Just yesterday, the EU and the G7 nations announced their mechanisms to cap Russian oil sales at $60 per barrel.
Now, information is surfacing to suggest that Russia has already found a workaround: use its own tankers.
Shipping broker Braemar estimates that Moscow, which relies heavily on foreign tankers to transport its crude, has added more than 100 ships this year, through direct or indirect purchases. Energy consultancy Rystad says Russia has added 103 tankers in 2022 through purchases and the reallocation of ships servicing Iran and Venezuela, two countries under western oil embargoes.
With sufficient shipping capacity, Russia could in theory moot the entirety of the EU price cap mechanism, which relies heavily on the need for cargo vessels to be heavily insured against just about every imaginable exigency.
The cap will ban Western companies from insuring, financing or shipping Russian oil unless the oil is sold below $60 a barrel. The U.S. and its allies designed the system in an attempt to cut into Moscow’s oil revenues while keeping Russian crude—an important part of global supply—available on the market. It aims to leverage the concentration of maritime services in the West to curb Moscow’s ability to wage war in Ukraine.

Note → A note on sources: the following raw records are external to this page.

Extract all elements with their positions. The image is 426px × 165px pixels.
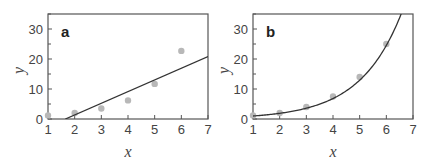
x-axis-label: x bbox=[123, 143, 131, 160]
data-point bbox=[45, 112, 51, 118]
x-tick-label: 3 bbox=[98, 122, 105, 137]
chart-figure: 01020301234567xya01020301234567xyb bbox=[0, 0, 426, 165]
plot-frame-b bbox=[253, 14, 413, 119]
x-tick-label: 6 bbox=[383, 122, 390, 137]
data-point bbox=[178, 48, 184, 54]
x-tick-label: 7 bbox=[204, 122, 211, 137]
x-tick-label: 5 bbox=[356, 122, 363, 137]
x-tick-label: 4 bbox=[124, 122, 131, 137]
panel-label-b: b bbox=[266, 23, 275, 40]
linear-fit-line bbox=[65, 57, 208, 119]
x-tick-label: 2 bbox=[276, 122, 283, 137]
y-tick-label: 20 bbox=[29, 52, 43, 67]
y-tick-label: 0 bbox=[36, 112, 43, 127]
exponential-fit-curve bbox=[253, 0, 406, 116]
y-tick-label: 10 bbox=[29, 82, 43, 97]
y-axis-label: y bbox=[10, 66, 28, 76]
y-axis-label: y bbox=[215, 66, 233, 76]
y-tick-label: 30 bbox=[29, 22, 43, 37]
y-tick-label: 0 bbox=[241, 112, 248, 127]
x-tick-label: 1 bbox=[249, 122, 256, 137]
x-tick-label: 6 bbox=[178, 122, 185, 137]
x-axis-label: x bbox=[328, 143, 336, 160]
panel-label-a: a bbox=[61, 23, 70, 40]
x-tick-label: 4 bbox=[329, 122, 336, 137]
y-tick-label: 30 bbox=[234, 22, 248, 37]
data-point bbox=[98, 105, 104, 111]
x-tick-label: 1 bbox=[44, 122, 51, 137]
data-point bbox=[356, 74, 362, 80]
y-tick-label: 10 bbox=[234, 82, 248, 97]
y-tick-label: 20 bbox=[234, 52, 248, 67]
x-tick-label: 5 bbox=[151, 122, 158, 137]
data-point bbox=[125, 97, 131, 103]
x-tick-label: 3 bbox=[303, 122, 310, 137]
x-tick-label: 7 bbox=[409, 122, 416, 137]
data-point bbox=[151, 81, 157, 87]
x-tick-label: 2 bbox=[71, 122, 78, 137]
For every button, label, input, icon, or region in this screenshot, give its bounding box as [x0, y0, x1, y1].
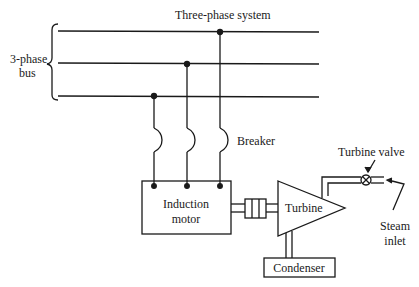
breaker-2-icon	[187, 128, 195, 152]
condenser-label: Condenser	[273, 261, 324, 275]
motor-label-line2: motor	[172, 212, 201, 226]
turbine-label: Turbine	[285, 201, 323, 215]
steam-pipe-outer	[328, 183, 361, 196]
motor-terminal-3	[218, 184, 223, 189]
steam-label-line2: inlet	[384, 234, 406, 248]
breaker-3-icon	[220, 128, 228, 152]
motor-terminal-2	[185, 184, 190, 189]
breaker-label: Breaker	[237, 134, 275, 148]
bus-line-c	[58, 96, 319, 97]
valve-arrowhead-icon	[365, 167, 371, 172]
power-system-diagram: Three-phase system 3-phase bus Breaker I…	[0, 0, 419, 287]
breaker-1-icon	[154, 128, 162, 152]
motor-label-line1: Induction	[163, 197, 209, 211]
valve-label: Turbine valve	[338, 145, 405, 159]
bus-brace	[47, 24, 58, 100]
steam-arrowhead-icon	[387, 178, 392, 183]
diagram-title: Three-phase system	[175, 8, 271, 22]
bus-line-a	[58, 31, 319, 32]
steam-inlet-arrow	[392, 181, 404, 210]
steam-label-line1: Steam	[380, 219, 411, 233]
bus-label-line2: bus	[19, 66, 36, 80]
bus-label-line1: 3-phase	[10, 52, 47, 66]
motor-terminal-1	[152, 184, 157, 189]
coupling-icon	[245, 199, 266, 218]
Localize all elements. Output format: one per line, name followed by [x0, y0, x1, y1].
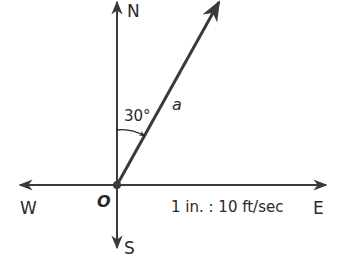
angle-label: 30° [124, 107, 151, 125]
vector-a-arrow [117, 2, 219, 185]
south-label: S [124, 238, 135, 258]
scale-label: 1 in. : 10 ft/sec [171, 198, 283, 216]
angle-arc-icon [117, 130, 145, 136]
origin-point [113, 181, 121, 189]
west-label: W [20, 198, 37, 218]
vector-diagram: N S E W O a 30° 1 in. : 10 ft/sec [0, 0, 347, 266]
vector-label: a [172, 95, 182, 114]
origin-label: O [97, 192, 111, 211]
east-label: E [313, 198, 324, 218]
north-label: N [127, 1, 140, 21]
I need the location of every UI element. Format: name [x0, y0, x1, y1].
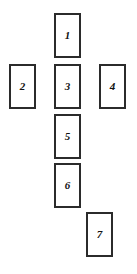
card-2[interactable]: 2 [9, 64, 36, 109]
card-position-number: 5 [65, 131, 71, 142]
card-5[interactable]: 5 [54, 114, 81, 159]
card-position-number: 6 [65, 180, 71, 191]
card-6[interactable]: 6 [54, 163, 81, 208]
card-position-number: 7 [97, 229, 103, 240]
card-7[interactable]: 7 [86, 212, 113, 257]
card-1[interactable]: 1 [54, 13, 81, 58]
card-spread-diagram: 1234567 [0, 0, 137, 274]
card-3[interactable]: 3 [54, 64, 81, 109]
card-position-number: 1 [65, 30, 71, 41]
card-position-number: 4 [110, 81, 116, 92]
card-position-number: 2 [20, 81, 26, 92]
card-4[interactable]: 4 [99, 64, 126, 109]
card-position-number: 3 [65, 81, 71, 92]
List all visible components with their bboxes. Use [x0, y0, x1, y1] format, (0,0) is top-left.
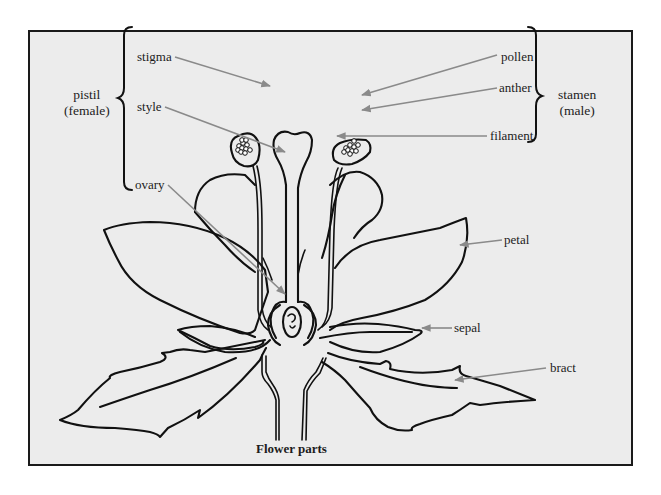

By using its own fleet—and presumably sidestepping EU maritime insurance providers such as Lloyd’s of London—Russia hopes to at least blunt the impact of the EU cap.
But Russia has long said it will not deal with any country enforcing the ceiling, a stance that means it may refuse to supply oil under the conditions set by the west.
Instead it aims to use its new fleet to try and supply countries like India, China and Turkey that have become bigger buyers of its oil as Europe has cut back.
However, the ships Russia is believed to have been buying are generally 12-15 years old and would normally be scrapped within the next few years. How much maintenance work Russia’s new tanker fleet will require remains to be seen, but it is not unreasonable to presume above average maintenance costs for vessels that close to the end of their normal operational life.
Additionally, while Russia may be able to avoid using European insurance companies and theus avoid some scrutiny by using its own fleet, Russia is not going to be able to avoid most of the insurance paperwork that is a part of the services liability carriers often provide. To transit the Suez Canal, there are a number of warranty certificates and declarations that are required by the Suez Canal Authority and the Egyptian government.
Regardless of whether Russia owns its own tanker fleet or not is not going to change the generic insurance requirements of such third party agencies. Even with its own tanker fleet find facilities such as the Suez Canal effectively blocked if the SCA opts to enforce the price cap via its own warranty (insurance) documentation regulations.
Moreover, as Russia has up to this point relied on non-Russian tankers to deliver its crude, Russia has not had to factor in the maintenance costs and upkeep of a full tanker fleet (some analysts believe Russia would need some 240 ships to be able fully ship all of its produced crude). Even without the costs of third-party insurance that might be incurred by foreign-owned vessels, Russia at a minimum must now add maintenance costs for the 100+ vessels it has purchased, along with any vessels it plans to purchase in the future.
How much those costs add up per barrel of shipped crude remains to be seen. It also remains to be seen how much actual insurance cost Russia can hope to evade this way; lack of proper insurance documentation could also bar Russian tankers from various ports on the usual shipping routes between Russia’s ports in the Baltic and Black Seas and Russia’s new primary customers in Asia (India and China), which in turn would add again to the overall shipping costs.
This much is almost certainly true: Russia is not saving any money by using its own tanker fleet. If such cost savings were available Russia—and other oil producing nations—would have long ago switched to domestic fleets for handling its export shipments. That Russia has relied on foreign vessels until now for oil shipments suggests that has been the least-cost approach.
Russia may be able to technically evade the oil cap by using its own tanker fleet, but the costs of doing so will consume a significant fraction of the marginal revenue Russia might achieve by evading the cap. In either scenario, Russia will have less money available to fund Putin’s war in Ukraine as a direct consequence of the EU oil cap.
"Russia is not saving any money by using its own tanker fleet. "
I wouldn't be so sure. I own a business. There are functions I outsource that I could do myself for less, but I don't, because I'd rather not be bothered handling all those details. Now if I were cut off from the vendors who are capable of doing those things for me, I'd find a way to do them myself, and it would probably cost me less.
But let's assume you're correct and that it costs more. How much more? $10/barrel? $20? If it's less than the spread between the $60 "cap" and the whatever Russia can sell the for in markets that aren't abiding by the cap, then using her own fleet of ships would still be net win for Russia, no?